Eventually she made her way back to the recliner, sat down, and stared at the black face of the television set. After a while she closed her eyes. Every breath made a sound when it left her, a syllable of pain, as distant yet as near as the crow-black trees.
And there on the recliner in the darkness of her house she saw herself for what she was, what she had become in the space of a month, less than a month, a creature composed now of nothing but fear and a constant, desperate need. This house that had been her blessing, this luxurious solitude and the peace that came with itâit had become nothing more than a place in which to hide, windows to cower behind, doors to keep locked. And the thing that her work had given her, that glorious ineffable thing, that brilliant glow of creation she had imagined herself surrounded in as she stood at her easel each morning, it was all gone now, shriveled away. No, worse than shriveled; rotted away. Rotted away like a once-lovely piece of fruit. Consequently she was old and empty, made brittle by fear.

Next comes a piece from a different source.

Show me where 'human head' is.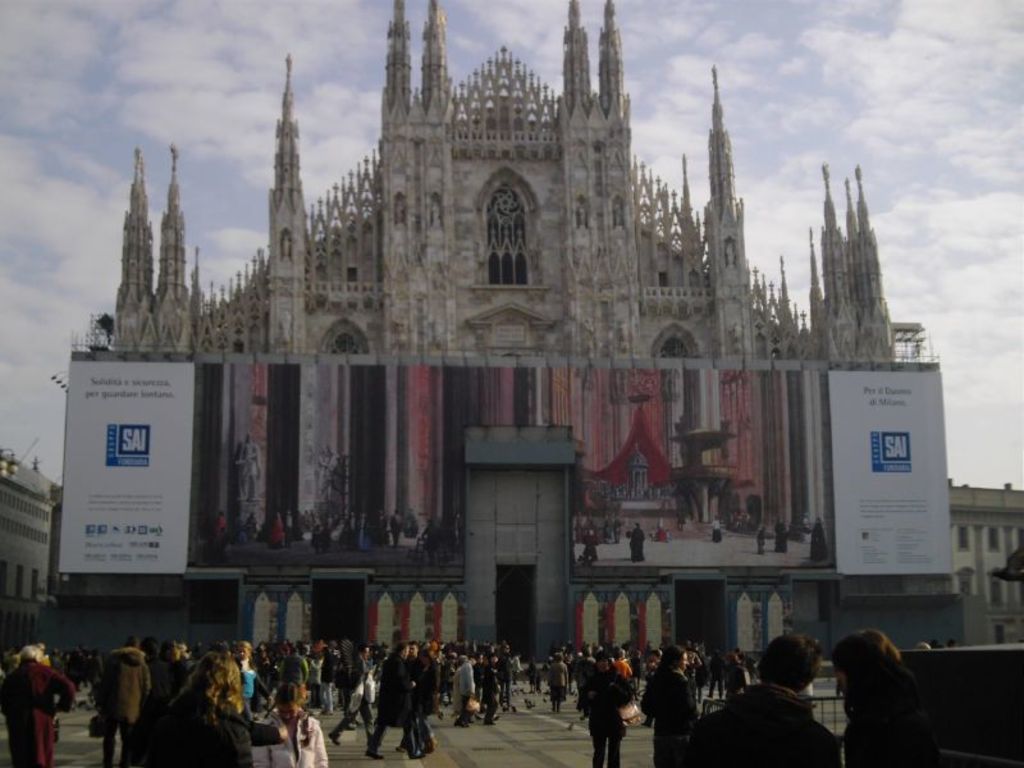
'human head' is at Rect(827, 630, 904, 692).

You don't even have the strength to climb the stairs,
she told herself.
You don't even have the strength to brush your hair.
And she told herself,
You cannot live like this.
She had to hear it only once to know that it was true.
68
A
S Gatesman drove toward Charlotte's driveway at a few minutes past seven in the morning, with a thin, damp fog hugging the fields and muting the spring colors, with the weak light only now opening up to reveal the distant, rounded hills, he was not yet aware of any sense of urgency, no need to rush through those last minutes of stillness before the sun cleared the treetops and the school buses rumbled. She was probably already gone, off to wherever. “I have to meet with someone soon and likely won't be around when you get here,” her note had said, “but it's important to me that you and only you pick up the package at your earliest convenience.”

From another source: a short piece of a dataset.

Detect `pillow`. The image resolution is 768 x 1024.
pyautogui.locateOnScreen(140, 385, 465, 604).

He was curious, of course, as to the nature of the package and why she had chosen him to retrieve it, and for what purpose. Her short note had been written on the blank interior of a small thank-you card whose artwork, a simple rendering of a leafy branch with a few ripe cherries hanging from it, seemed to him vaguely Japanese. According to its time stamp, the envelope had been processed in Belinda on Saturday morning and did not land on his desk until Monday night. Separating the afternoon mail was usually the last thing Tina did every night. And there it had been this morning, Tuesday, May first, laid smack in the center of his desk blotter on top of his empty coffeemugâTina'sway of letting him know that she had seen the feminine handwriting and knew that he had received either a thank-you card or an invitation from a woman, and that Tina would not rest until he revealed the contents to her.
That was one of the reasons he had slipped out before Tina arrived. The moment he saw that the note was from Charlotte, after he hurriedly checked the other mail and listened to his phone messages, none of any urgency, he decided to take care of this matter first, this private and as-yet-unknown matter. The note neither identified the package nor included any instruction as to what to do with the package after he had picked it up, but he felt certain there would be another note of some kind at the house. A small part of him resented Charlotte's assumption that the county sheriff had nothing better to do first thing in the morning than to respond to her summons, but another part of him, the larger part, was amused and flattered by the trust implied by her request.